On Mon, Dec 28, 2020 at 12:15 PM Christopher Barker <pythonchb@gmail.com> wrote:

I don't know about the OP, but all I wanted was a clear definition of the part of the API needed to support **, and apparently it's a keys() method that returns an iterator of the keys, and a __getitem__ that then returns the values associated with those keys. Which is fine.

Though frankly, I would rather have had it use .items() -- seems more efficient to me, and you do need both the keys and the values, and items() is just as much part of the Mapping API as keys.

There may be a (small) performance issue with that -- items() requires creating a tuple object for each key/value pair.

Anyway, of course it's too late to change. And there are probably other "protocols" that check for the presence of keys and __getitem__(). Also, in a sense keys() is more fundamental -- deriving keys() from items() would be backwards (throwing away the values -- imagine a data type that stores the values on disk).
 
But there is an argument that the ** operator should be able to be supported only with dunder methods -- which could be done if it used the iterator protocol to get the keys, rather than the keys() method, which does not appear to work now. though to be fair, all you need to do to get that is add a __len__ and derive from Mapping.

If we had to do it all over from scratch we would probably design mappings and sequences to be differentiably using dunders only. But it's about 31 years too late for that. And looking at the mess JavaScript made of this (sequences are mappings with string keys "0", "1" and so on), I'm pretty happy with how Python did this.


• [What is needed] Everything from the line holding "What data populates" through the final line of the entries below is to be written out exactly, and nothing more; leave out pictures.

• [Data section]
◇ ◇ ◇ ◇ ◇
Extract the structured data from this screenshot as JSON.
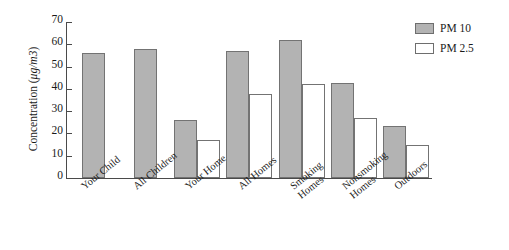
{
  "chart_data": {
    "type": "bar",
    "title": "",
    "xlabel": "",
    "ylabel": "Concentration (μg/m3)",
    "ylabel_prefix": "Concentration (",
    "ylabel_unit": "μg/m3",
    "ylabel_suffix": ")",
    "ylim": [
      0,
      70
    ],
    "ytick_values": [
      70,
      60,
      50,
      40,
      30,
      20,
      10,
      0
    ],
    "ytick_labels": [
      "70",
      "60",
      "50",
      "40",
      "30",
      "20",
      "10",
      "0"
    ],
    "grid": false,
    "legend_position": "upper right",
    "categories": [
      "Your Child",
      "All Children",
      "Your Home",
      "All Homes",
      "Smoking Homes",
      "Nonsmoking Homes",
      "Outdoors"
    ],
    "category_lines": [
      [
        "Your Child"
      ],
      [
        "All Children"
      ],
      [
        "Your Home"
      ],
      [
        "All Homes"
      ],
      [
        "Smoking",
        "Homes"
      ],
      [
        "Nonsmoking",
        "Homes"
      ],
      [
        "Outdoors"
      ]
    ],
    "series": [
      {
        "name": "PM 10",
        "color": "#b3b3b3",
        "values": [
          56,
          58,
          26,
          57,
          62,
          42.5,
          23.5
        ]
      },
      {
        "name": "PM 2.5",
        "color": "#ffffff",
        "values": [
          null,
          null,
          17,
          37.5,
          42,
          27,
          15
        ]
      }
    ]
  },
  "legend": {
    "items": [
      {
        "label": "PM 10",
        "swatch": "pm10"
      },
      {
        "label": "PM 2.5",
        "swatch": "pm25"
      }
    ]
  },
  "colors": {
    "pm10_fill": "#b3b3b3",
    "pm25_fill": "#ffffff",
    "bar_edge": "#737373",
    "axis": "#4a4a4a",
    "text": "#1a1a1a",
    "background": "#ffffff"
  }
}
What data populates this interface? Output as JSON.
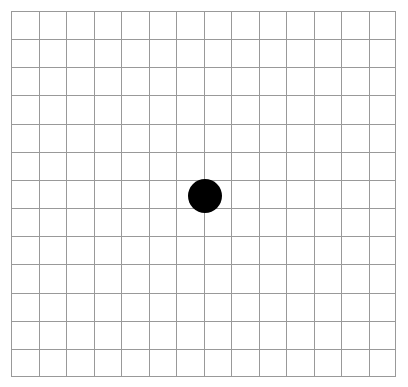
{
  "app": {
    "title": "Amsler Grid",
    "description": "Amsler grid chart: a square grid of evenly spaced lines with a solid central fixation dot."
  },
  "canvas": {
    "width": 408,
    "height": 387,
    "background_color": "#ffffff"
  },
  "grid": {
    "name": "amsler-grid",
    "columns": 14,
    "rows": 13,
    "left": 11,
    "top": 11,
    "width": 385,
    "height": 366,
    "cell_width": 27.5,
    "cell_height": 28.15,
    "line_color": "#999999",
    "line_width": 1,
    "border_color": "#999999",
    "border_width": 1
  },
  "fixation_dot": {
    "name": "fixation-dot",
    "shape": "circle",
    "color": "#000000",
    "center_x": 205,
    "center_y": 196,
    "diameter": 34,
    "radius": 17
  },
  "chart_data": {
    "type": "table",
    "xlabel": "",
    "ylabel": "",
    "categories": [],
    "values": [],
    "grid": true,
    "legend": "none",
    "annotations": [
      "central fixation dot at grid center"
    ]
  }
}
◇ ◇ ◇ ◇ ◇
• [Output for this exercise]
What data populates this interface? Output as JSON.
{
  "app": {
    "title": "Amsler Grid",
    "description": "Amsler grid chart: a square grid of evenly spaced lines with a solid central fixation dot."
  },
  "canvas": {
    "width": 408,
    "height": 387,
    "background_color": "#ffffff"
  },
  "grid": {
    "name": "amsler-grid",
    "columns": 14,
    "rows": 13,
    "left": 11,
    "top": 11,
    "width": 385,
    "height": 366,
    "cell_width": 27.5,
    "cell_height": 28.15,
    "line_color": "#999999",
    "line_width": 1,
    "border_color": "#999999",
    "border_width": 1
  },
  "fixation_dot": {
    "name": "fixation-dot",
    "shape": "circle",
    "color": "#000000",
    "center_x": 205,
    "center_y": 196,
    "diameter": 34,
    "radius": 17
  },
  "chart_data": {
    "type": "table",
    "xlabel": "",
    "ylabel": "",
    "categories": [],
    "values": [],
    "grid": true,
    "legend": "none",
    "annotations": [
      "central fixation dot at grid center"
    ]
  }
}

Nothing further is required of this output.